Your Health This Week
Getting rid of dust mites—worthwhile?
This week, Dr. Sydney Spiesel discusses whether to get rid of dust mites, how the flu migrates, and what the risks are when taking psychiatric medication while pregnant.
Asthma and dust mites
Question: Asthma, now the most common chronic disease among children, has been increasing in prevalence worldwide for more than 50 years. All doctors know the common allergens that trigger the condition and the formulas universally recommended by the experts to clear the air. Throw the cat out the window. (OK, folks, lighten up—not literally!) Banish smokers to the back porch. Rip out carpets and damp mop the bare floors. And get rid of pesky dust mites —tiny insectlike creatures found in pillows, comforters, mattresses, and carpets whose corpses and poop collect in house dust. So, does decreasing exposure to dust mites actually decrease the risk of asthma?

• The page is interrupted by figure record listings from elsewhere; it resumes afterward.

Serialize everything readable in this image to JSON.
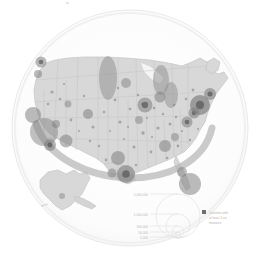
{
  "figure": {
    "title": "",
    "kind": "circular-thumbnail-map",
    "background_color": "#ffffff",
    "disc_fill": "#fbfbfb",
    "disc_stroke": "#e6e6e6",
    "land_fill": "#d6d6d6",
    "land_stroke": "#bcbcbc",
    "state_border_color": "#c2c2c2",
    "marker_color": "#8f8f8f",
    "marker_dark_color": "#5a5a5a",
    "arc_color": "#b4b4b4"
  },
  "map": {
    "region_label": "United States",
    "insets": [
      {
        "name": "alaska",
        "label": "Alaska"
      },
      {
        "name": "aleutians",
        "label": "Aleutian Islands"
      }
    ],
    "arc": {
      "name": "overlay-arc",
      "label": ""
    }
  },
  "legend": {
    "title": "",
    "size_scale": {
      "name": "graduated-circle-scale",
      "entries": [
        {
          "label": "5,000,000",
          "value": 5000000
        },
        {
          "label": "1,000,000",
          "value": 1000000
        },
        {
          "label": "500,000",
          "value": 500000
        },
        {
          "label": "50,000",
          "value": 50000
        },
        {
          "label": "5,000",
          "value": 5000
        }
      ]
    },
    "symbol_key": {
      "name": "point-symbol-key",
      "swatch_color": "#5a5a5a",
      "lines": [
        "Counties with",
        "at least 1 ice",
        "measure"
      ]
    }
  },
  "chart_data": {
    "type": "scatter",
    "title": "",
    "xlabel": "",
    "ylabel": "",
    "projection": "albers-usa",
    "size_legend_values": [
      5000000,
      1000000,
      500000,
      50000,
      5000
    ],
    "series": [
      {
        "name": "metro-population-circles",
        "points": [
          {
            "city": "Los Angeles",
            "x": 44,
            "y": 132,
            "r": 14.0,
            "shade": 0.26
          },
          {
            "city": "San Francisco",
            "x": 33,
            "y": 115,
            "r": 8.0,
            "shade": 0.3
          },
          {
            "city": "San Diego",
            "x": 50,
            "y": 145,
            "r": 6.0,
            "shade": 0.34
          },
          {
            "city": "Seattle",
            "x": 41,
            "y": 62,
            "r": 5.5,
            "shade": 0.32
          },
          {
            "city": "Portland",
            "x": 38,
            "y": 74,
            "r": 4.0,
            "shade": 0.3
          },
          {
            "city": "Phoenix",
            "x": 66,
            "y": 141,
            "r": 6.5,
            "shade": 0.3
          },
          {
            "city": "Las Vegas",
            "x": 56,
            "y": 124,
            "r": 4.0,
            "shade": 0.28
          },
          {
            "city": "Denver",
            "x": 88,
            "y": 114,
            "r": 5.0,
            "shade": 0.3
          },
          {
            "city": "Salt Lake City",
            "x": 68,
            "y": 104,
            "r": 3.5,
            "shade": 0.26
          },
          {
            "city": "Dallas",
            "x": 118,
            "y": 158,
            "r": 7.0,
            "shade": 0.3
          },
          {
            "city": "Houston",
            "x": 126,
            "y": 174,
            "r": 9.0,
            "shade": 0.38
          },
          {
            "city": "San Antonio",
            "x": 112,
            "y": 173,
            "r": 4.5,
            "shade": 0.28
          },
          {
            "city": "Minneapolis",
            "x": 126,
            "y": 83,
            "r": 5.0,
            "shade": 0.26
          },
          {
            "city": "Chicago",
            "x": 145,
            "y": 105,
            "r": 7.5,
            "shade": 0.32
          },
          {
            "city": "Detroit",
            "x": 160,
            "y": 97,
            "r": 5.5,
            "shade": 0.3
          },
          {
            "city": "St. Louis",
            "x": 139,
            "y": 120,
            "r": 4.0,
            "shade": 0.26
          },
          {
            "city": "Atlanta",
            "x": 165,
            "y": 146,
            "r": 6.0,
            "shade": 0.3
          },
          {
            "city": "Miami",
            "x": 190,
            "y": 184,
            "r": 11.0,
            "shade": 0.3
          },
          {
            "city": "Tampa",
            "x": 182,
            "y": 172,
            "r": 5.0,
            "shade": 0.28
          },
          {
            "city": "Charlotte",
            "x": 175,
            "y": 137,
            "r": 4.0,
            "shade": 0.26
          },
          {
            "city": "Washington DC",
            "x": 187,
            "y": 122,
            "r": 5.5,
            "shade": 0.32
          },
          {
            "city": "Philadelphia",
            "x": 194,
            "y": 113,
            "r": 5.5,
            "shade": 0.34
          },
          {
            "city": "New York",
            "x": 200,
            "y": 105,
            "r": 10.0,
            "shade": 0.46
          },
          {
            "city": "Boston",
            "x": 210,
            "y": 94,
            "r": 6.0,
            "shade": 0.36
          },
          {
            "city": "Anchorage",
            "x": 62,
            "y": 196,
            "r": 3.0,
            "shade": 0.22
          }
        ]
      },
      {
        "name": "tall-ellipse-markers",
        "points": [
          {
            "city": "Mountain West A",
            "x": 108,
            "y": 78,
            "rx": 9,
            "ry": 22,
            "shade": 0.26
          },
          {
            "city": "Great Lakes A",
            "x": 161,
            "y": 80,
            "rx": 8,
            "ry": 15,
            "shade": 0.26
          },
          {
            "city": "Northeast A",
            "x": 171,
            "y": 95,
            "rx": 7,
            "ry": 13,
            "shade": 0.24
          }
        ]
      },
      {
        "name": "small-county-dots",
        "points": [
          {
            "x": 52,
            "y": 92,
            "r": 1.6
          },
          {
            "x": 60,
            "y": 99,
            "r": 1.2
          },
          {
            "x": 71,
            "y": 120,
            "r": 1.4
          },
          {
            "x": 79,
            "y": 131,
            "r": 1.0
          },
          {
            "x": 84,
            "y": 96,
            "r": 1.2
          },
          {
            "x": 93,
            "y": 127,
            "r": 1.5
          },
          {
            "x": 99,
            "y": 146,
            "r": 1.2
          },
          {
            "x": 104,
            "y": 112,
            "r": 1.3
          },
          {
            "x": 110,
            "y": 131,
            "r": 1.0
          },
          {
            "x": 115,
            "y": 100,
            "r": 1.4
          },
          {
            "x": 120,
            "y": 122,
            "r": 1.6
          },
          {
            "x": 124,
            "y": 139,
            "r": 1.1
          },
          {
            "x": 130,
            "y": 109,
            "r": 1.3
          },
          {
            "x": 134,
            "y": 147,
            "r": 1.5
          },
          {
            "x": 138,
            "y": 95,
            "r": 1.2
          },
          {
            "x": 143,
            "y": 133,
            "r": 1.7
          },
          {
            "x": 147,
            "y": 118,
            "r": 1.1
          },
          {
            "x": 151,
            "y": 152,
            "r": 1.4
          },
          {
            "x": 154,
            "y": 108,
            "r": 1.3
          },
          {
            "x": 158,
            "y": 128,
            "r": 1.6
          },
          {
            "x": 163,
            "y": 114,
            "r": 1.2
          },
          {
            "x": 167,
            "y": 158,
            "r": 1.3
          },
          {
            "x": 170,
            "y": 124,
            "r": 1.5
          },
          {
            "x": 174,
            "y": 105,
            "r": 1.2
          },
          {
            "x": 178,
            "y": 146,
            "r": 1.4
          },
          {
            "x": 182,
            "y": 131,
            "r": 1.1
          },
          {
            "x": 186,
            "y": 99,
            "r": 1.3
          },
          {
            "x": 190,
            "y": 140,
            "r": 1.2
          },
          {
            "x": 193,
            "y": 90,
            "r": 1.4
          },
          {
            "x": 198,
            "y": 129,
            "r": 1.1
          },
          {
            "x": 64,
            "y": 84,
            "r": 1.1
          },
          {
            "x": 48,
            "y": 104,
            "r": 1.3
          },
          {
            "x": 90,
            "y": 141,
            "r": 1.2
          },
          {
            "x": 106,
            "y": 160,
            "r": 1.4
          },
          {
            "x": 136,
            "y": 165,
            "r": 1.2
          },
          {
            "x": 152,
            "y": 137,
            "r": 1.0
          },
          {
            "x": 118,
            "y": 88,
            "r": 1.2
          },
          {
            "x": 128,
            "y": 127,
            "r": 1.1
          },
          {
            "x": 142,
            "y": 104,
            "r": 1.3
          },
          {
            "x": 176,
            "y": 117,
            "r": 1.2
          }
        ]
      }
    ]
  }
}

New study: A recent review puts together the results of 54 studies, conducted with about 3,000 patients allergic to dust mites, and raises serious questions about the value of the dust mite wars. In each of the studies, patients were randomly assigned to either use or not use one of the standard methods of dust mite riddance. Then they were compared, using a variety of standard tests, to determine whether their asthma improved.
Findings: None of the dust mite attacks made any difference in asthma symptoms. In short, these expert-recommended, often expensive methods didn't benefit patients.
Explanation: Why should that be? As the authors point out, it's implausible to think that completely removing an allergen wouldn't decrease the allergic symptoms it causes. So, most likely, the recommended methods don't remove the dust mites. In fact (as I've pointed out before), some old and forgotten research has shown that the methods we use to fight off dust mites sometimes cause them to be fruitful and multiply.
Conclusion: There's another lesson to be learned from this study. The new watchword of medicine is evidence-based—the idea that the treatments we prescribe should follow from solid scientific research. Yet these findings should give us pause as we confront recommendations, like the recent "U.S. Guidelines for the Diagnosis and Management of Asthma," which gives us an expert but wrong assurance that solid evidence supports their recommendations. Including dust mite abatement.
Watch Dr. Spiesel's new video segment from Slate V:
Solving the mystery of the migrating flu
Question: Recent research on the movement of influenza viruses around the world addresses a mystery: Where do new epidemic strains of influenza come from?
Sydney Spiesel is a pediatrician in Woodbridge, Conn., and clinical professor of pediatrics at Yale University's School of Medicine.